United States Ex Rel. D'Agostino v. EV3, Inc.
802 F.3d 188
1st Cir.2015Background
- Relator Jeffrey D'Agostino filed a sealed qui tam FCA suit in 2010 against ev3, later amending the complaint multiple times and adding defendants. The U.S. declined to intervene in 2013 and the case was unsealed.
- Relator used his one Rule 15(a)(1) amendment as of course in February 2011, then obtained leave for second and third amended complaints in 2012 and 2013.
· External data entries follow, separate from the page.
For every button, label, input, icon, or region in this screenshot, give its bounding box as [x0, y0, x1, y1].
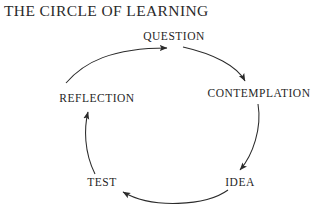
arrow-idea-to-test: [123, 190, 228, 203]
arrow-reflection-to-question: [66, 48, 167, 83]
arrow-question-to-contemplation: [183, 47, 245, 81]
node-label-test: TEST: [85, 176, 118, 188]
node-label-reflection: REFLECTION: [57, 92, 136, 104]
node-label-question: QUESTION: [141, 30, 207, 42]
node-label-contemplation: CONTEMPLATION: [206, 87, 313, 99]
arrow-contemplation-to-idea: [240, 104, 259, 170]
diagram-canvas: THE CIRCLE OF LEARNING QUESTION CONTEMPL…: [0, 0, 324, 220]
node-label-idea: IDEA: [223, 176, 256, 188]
arrow-test-to-reflection: [86, 112, 95, 174]
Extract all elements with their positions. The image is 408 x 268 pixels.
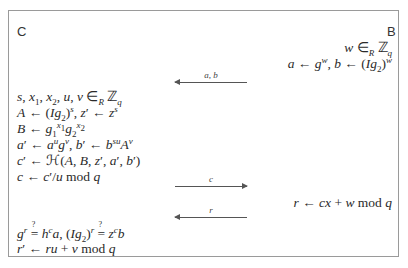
c-step-B: B ← g1x1g2x2 <box>17 121 85 136</box>
c-unblind: r′ ← ru + v mod q <box>17 241 115 256</box>
message-label-c: c <box>175 174 247 184</box>
c-verify: gr =? hca, (Ig2)r =? zcb <box>17 226 125 241</box>
party-b-label: B <box>387 24 396 39</box>
c-step-blind: a′ ← augv, b′ ← bsuAv <box>17 137 133 152</box>
c-step-A: A ← (Ig2)s, z′ ← zs <box>17 105 118 120</box>
c-step-random: s, x1, x2, u, v ∈R ℤq <box>17 89 122 104</box>
b-random-w: w ∈R ℤq <box>344 40 392 55</box>
arrow-left-r <box>175 217 247 218</box>
arrow-right-c <box>175 186 247 187</box>
message-label-ab: a, b <box>175 70 247 80</box>
b-response: r ← cx + w mod q <box>294 195 392 210</box>
message-label-r: r <box>175 205 247 215</box>
b-commitments: a ← gw, b ← (Ig2)w <box>288 56 392 71</box>
c-step-hash: c′ ← ℋ(A, B, z′, a′, b′) <box>17 153 140 168</box>
arrow-left-ab <box>175 82 247 83</box>
c-step-challenge: c ← c′/u mod q <box>17 169 100 184</box>
party-c-label: C <box>17 24 26 39</box>
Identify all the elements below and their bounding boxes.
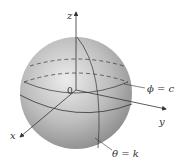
sphere-diagram: z 0 ϕ = c y x θ = k [0, 0, 180, 161]
y-axis-label: y [158, 116, 165, 127]
origin-label: 0 [67, 86, 73, 96]
x-axis-label: x [10, 130, 16, 141]
phi-label: ϕ = c [147, 83, 175, 94]
theta-label: θ = k [112, 148, 139, 159]
z-axis-label: z [66, 10, 73, 21]
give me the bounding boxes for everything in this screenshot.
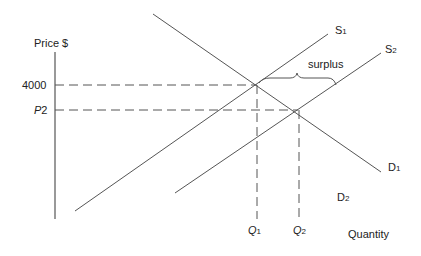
x-axis-label: Quantity — [348, 228, 389, 240]
quantity-tick-q1: Q1 — [248, 224, 262, 236]
quantity-tick-q2: Q2 — [293, 224, 307, 236]
s1-curve — [75, 34, 328, 211]
price-tick-4000: 4000 — [22, 79, 46, 91]
d1-curve — [153, 14, 381, 172]
s2-curve — [175, 53, 381, 193]
surplus-label: surplus — [308, 58, 344, 70]
supply-demand-diagram: Price $ Quantity 4000 P2 Q1 Q2 S1 S2 D1 … — [0, 0, 421, 256]
s2-label: S2 — [385, 43, 397, 55]
price-tick-p2: P2 — [34, 104, 47, 116]
y-axis-label: Price $ — [34, 37, 68, 49]
s1-label: S1 — [335, 24, 347, 36]
d1-label: D1 — [388, 161, 401, 173]
d2-label: D2 — [337, 191, 350, 203]
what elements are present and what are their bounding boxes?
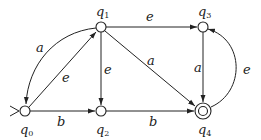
state-q0 [20, 106, 30, 116]
edge-q4-q3 [208, 29, 236, 107]
start-arrow-icon [10, 106, 19, 116]
edge-label-q3-q4: a [194, 60, 202, 75]
edge-q1-q4 [105, 31, 195, 106]
label-q0: q0 [20, 122, 33, 138]
edge-label-q1-q2: e [104, 62, 112, 77]
edge-label-q1-q0: a [36, 40, 44, 55]
edge-label-q0-q2: b [57, 114, 65, 129]
edge-label-q1-q4: a [147, 53, 155, 68]
state-q1 [96, 22, 106, 32]
state-q4-accepting [195, 103, 211, 119]
label-q3: q3 [198, 4, 211, 20]
label-q1: q1 [96, 4, 109, 20]
edge-label-q0-q1: e [62, 70, 70, 85]
automaton-diagram: q0 q1 q2 q3 q4 a e e e a b b a e [0, 0, 261, 140]
edge-label-q4-q3: e [243, 62, 251, 77]
label-q2: q2 [96, 122, 109, 138]
edge-label-q2-q4: b [149, 114, 157, 129]
state-q2 [96, 106, 106, 116]
edge-label-q1-q3: e [146, 9, 154, 24]
state-q3 [198, 22, 208, 32]
label-q4: q4 [198, 122, 211, 138]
- In mid-2014 defendants filed timely motions to dismiss (arguing public-disclosure bar and Rule 9(b) failure). The district court entered a scheduling order under Rule 16(b) but the order did not set a pleading-amendment deadline.
- Four days before the opposition deadline, relator filed a fourth amended complaint without seeking leave, asserting he had an absolute right under Rule 15(a)(1). Defendants moved to strike; the court treated the filing as a request for leave and applied Rule 16(b)’s good-cause standard, denying leave and striking the pleading.
- The district court then dismissed the complaint with prejudice on jurisdictional and Rule 9(b)/failure-to-state-a-claim grounds but did not rule on the relator’s conditional request to amend.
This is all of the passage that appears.